Romantic comedy? "We've had a lot of sex scenes in movies," he says. "There's not much left on the table."
He rattles off genre taglines that pull the envelope.
"Good, clean, scary." "Good, clean, dramatic." "Good, clean, action."
Says Bill Burr: "There's people that work clean that are absolute cornballs, that sound like they're doing comedy from 40 years ago. Then there's guys like Nate, whose jokes are so good, you don't realize he's working clean."
The appeal of Walmart is predictability. The key to comedy is unpredictability. Bargatze tries to straddle the line: safe but delightful, familiar but not boring.
"I'm 44. My daughter's 11," he said during his first SNL monologue. "When she's my age, it'll be 2057. I don't even believe that's a real year. My movies didn't go that high in fake years. How am I gonna talk to someone from 2057? I have more in common with a pilgrim."
His most recent SNL episode, broadcast a month before the election, started with a cold-open sketch about the vice-presidential debate: topical, satirical, ripped from the headlines with cast members and guests mocking Kamala Harris, Joe Biden, Tim Walz and JD Vance.
Bargatze's monologue followed right after.

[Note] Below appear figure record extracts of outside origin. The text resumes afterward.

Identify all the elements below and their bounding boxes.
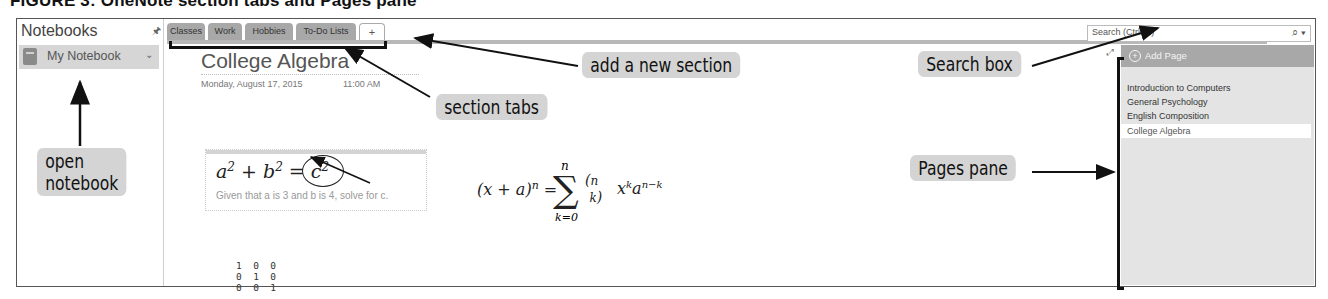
annotation-arrows [0,0,1328,299]
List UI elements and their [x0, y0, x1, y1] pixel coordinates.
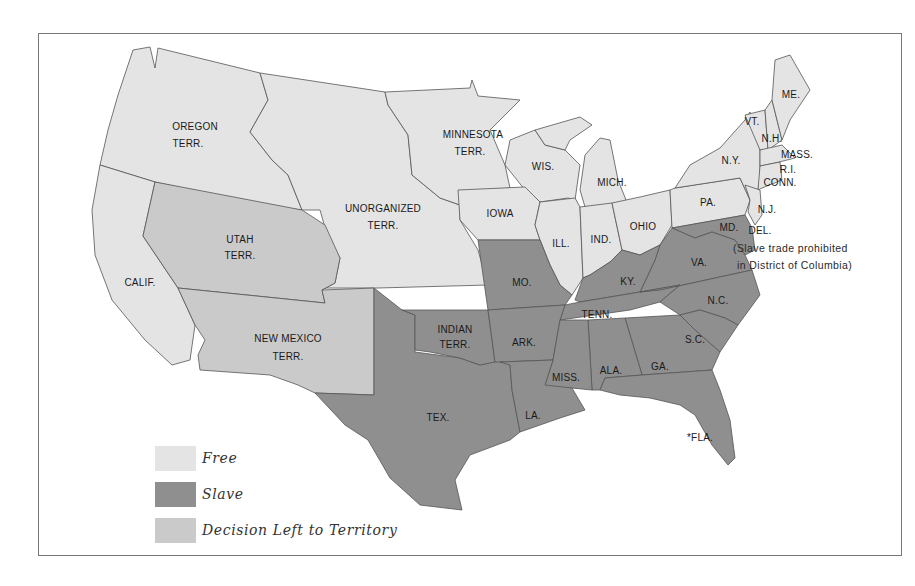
region-fla	[600, 370, 735, 465]
label-mo: MO.	[512, 277, 532, 288]
label-ga: GA.	[651, 361, 669, 372]
label-miss: MISS.	[552, 372, 580, 383]
label-ala: ALA.	[600, 365, 622, 376]
label-me: ME.	[782, 89, 800, 100]
label-nh: N.H.	[762, 133, 783, 144]
label-ny: N.Y.	[722, 155, 741, 166]
legend-label-slave: Slave	[202, 486, 244, 502]
swatch-free-icon	[155, 446, 196, 471]
label-nc: N.C.	[708, 295, 729, 306]
label-minnesota-2: TERR.	[455, 146, 486, 157]
label-new-mexico: NEW MEXICO	[254, 333, 322, 344]
legend-label-free: Free	[202, 450, 237, 466]
label-ohio: OHIO	[630, 221, 656, 232]
swatch-territory-decision-icon	[155, 518, 196, 543]
label-del: DEL.	[748, 225, 771, 236]
label-sc: S.C.	[685, 334, 705, 345]
label-ill: ILL.	[552, 238, 569, 249]
label-indian-2: TERR.	[440, 339, 471, 350]
label-ind: IND.	[591, 234, 612, 245]
label-tenn: TENN.	[582, 309, 613, 320]
legend-item-territory-decision: Decision Left to Territory	[155, 512, 397, 548]
label-vt: VT.	[744, 116, 759, 127]
label-iowa: IOWA	[486, 208, 513, 219]
label-md: MD.	[720, 222, 739, 233]
label-conn: CONN.	[763, 177, 796, 188]
label-wis: WIS.	[532, 161, 554, 172]
label-nj: N.J.	[758, 204, 777, 215]
label-new-mexico-2: TERR.	[273, 351, 304, 362]
label-indian: INDIAN	[437, 324, 472, 335]
swatch-slave-icon	[155, 482, 196, 507]
label-ark: ARK.	[512, 337, 536, 348]
label-la: LA.	[525, 410, 541, 421]
label-unorganized-2: TERR.	[368, 220, 399, 231]
label-ky: KY.	[620, 276, 635, 287]
label-oregon-2: TERR.	[173, 138, 204, 149]
label-oregon: OREGON	[172, 121, 218, 132]
label-va: VA.	[691, 257, 707, 268]
label-unorganized: UNORGANIZED	[345, 203, 421, 214]
label-pa: PA.	[700, 197, 716, 208]
region-ark	[488, 305, 565, 362]
label-tex: TEX.	[426, 412, 449, 423]
label-utah-2: TERR.	[225, 250, 256, 261]
legend-label-territory-decision: Decision Left to Territory	[202, 522, 397, 538]
us-map-1850: OREGON TERR. MINNESOTA TERR. UNORGANIZED…	[0, 0, 915, 586]
label-mass: MASS.	[781, 149, 813, 160]
legend-item-free: Free	[155, 440, 397, 476]
dc-note-line2: in District of Columbia)	[737, 259, 852, 271]
label-utah: UTAH	[226, 234, 253, 245]
label-mich: MICH.	[597, 177, 626, 188]
legend-item-slave: Slave	[155, 476, 397, 512]
map-legend: Free Slave Decision Left to Territory	[155, 440, 397, 548]
label-fla: *FLA.	[687, 432, 713, 443]
label-minnesota: MINNESOTA	[443, 129, 504, 140]
label-ri: R.I.	[780, 164, 796, 175]
dc-note-line1: (Slave trade prohibited	[733, 242, 848, 254]
label-calif: CALIF.	[124, 277, 155, 288]
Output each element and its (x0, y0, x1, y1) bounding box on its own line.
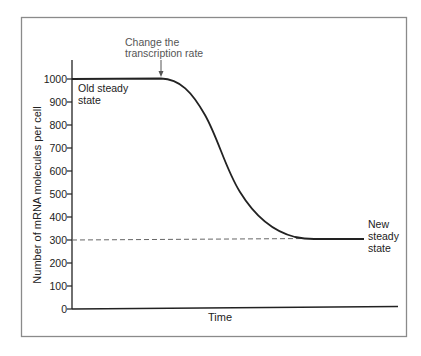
y-tick-label: 200 (49, 257, 67, 269)
y-tick-label: 600 (49, 165, 67, 177)
x-axis-label: Time (208, 311, 232, 323)
y-tick-label: 500 (49, 188, 67, 200)
new-steady-state-label-line1: New (368, 218, 389, 230)
down-arrow-icon (159, 71, 164, 77)
y-tick-label: 900 (49, 96, 67, 108)
y-ticks (67, 79, 72, 309)
y-tick-label: 300 (49, 234, 67, 246)
y-tick-label: 400 (49, 211, 67, 223)
old-steady-state-label-line1: Old steady (78, 82, 129, 94)
new-steady-state-label-line3: state (368, 242, 391, 254)
figure-frame (22, 18, 407, 337)
mrna-steady-state-chart: 1000 900 800 700 600 500 400 300 200 100… (0, 0, 421, 356)
x-axis (72, 307, 398, 310)
new-steady-state-label-line2: steady (368, 230, 400, 242)
y-tick-label: 100 (49, 280, 67, 292)
y-tick-label: 1000 (44, 73, 68, 85)
annotation-change-rate-line2: transcription rate (125, 47, 203, 59)
y-tick-label: 0 (61, 303, 67, 315)
y-tick-label: 700 (49, 142, 67, 154)
old-steady-state-label-line2: state (78, 94, 101, 106)
new-steady-state-reference-line (72, 239, 312, 241)
mrna-curve (72, 79, 364, 240)
y-tick-label: 800 (49, 119, 67, 131)
y-tick-labels: 1000 900 800 700 600 500 400 300 200 100… (44, 73, 68, 315)
y-axis-label: Number of mRNA molecules per cell (31, 106, 43, 283)
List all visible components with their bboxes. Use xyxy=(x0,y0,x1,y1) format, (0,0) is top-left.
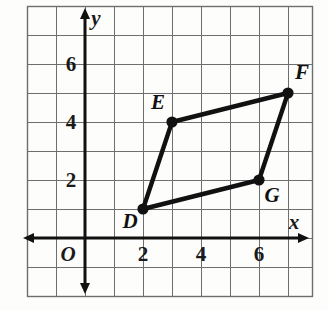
vertex-point-G xyxy=(253,174,264,185)
y-tick-label-4: 4 xyxy=(66,110,77,134)
coordinate-plot-svg: 246246 y x O DEFG xyxy=(0,0,328,310)
vertex-point-F xyxy=(282,87,293,98)
coordinate-plane-figure: 246246 y x O DEFG xyxy=(0,0,328,310)
vertex-label-F: F xyxy=(294,60,309,84)
y-tick-label-2: 2 xyxy=(66,168,77,192)
origin-label: O xyxy=(60,242,75,266)
vertex-label-E: E xyxy=(150,90,165,114)
figure-background xyxy=(0,0,328,310)
x-tick-label-2: 2 xyxy=(138,242,149,266)
x-tick-label-6: 6 xyxy=(254,242,265,266)
vertex-label-G: G xyxy=(264,183,279,207)
vertex-label-D: D xyxy=(121,209,137,233)
x-axis-label: x xyxy=(288,210,300,234)
vertex-point-D xyxy=(137,203,148,214)
vertex-point-E xyxy=(166,116,177,127)
x-tick-label-4: 4 xyxy=(196,242,207,266)
y-tick-label-6: 6 xyxy=(66,52,77,76)
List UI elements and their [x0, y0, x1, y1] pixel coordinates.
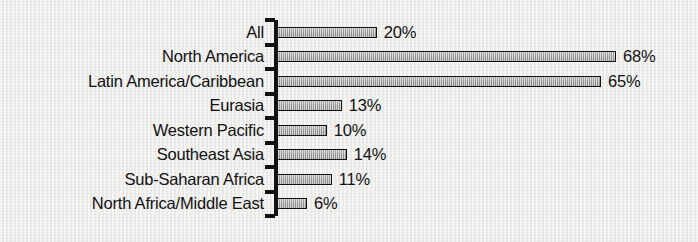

He talked about ... community college. And how he can't pronounce "oil." And fast food, of course.
"It's just going to be me being dumb," he says of his comedy, "and you can laugh with me or laugh at me."
"Your Friend, Nate Bargatze," his new Netflix special, is more of the same. He jokes about feeling like an exemplary husband because he does his own laundry, feeling inadequate next to a surgeon at career day at his daughter's school, and the illogical duty of having to help guard his Tennessee suburb's water tanks after 9/11. The special is so family-friendly that his preteen daughter introduces him to the crowd, which is filled with young and old.
"My specials are rated PG," Bargatze says. "One of them was rated G. I'll be honest with you: It is a little embarrassing."
But it's what he's going for, and it's personified by the front row during a recent show: one entire family, granddaughter to grandparent, all safe and snug in Nateland.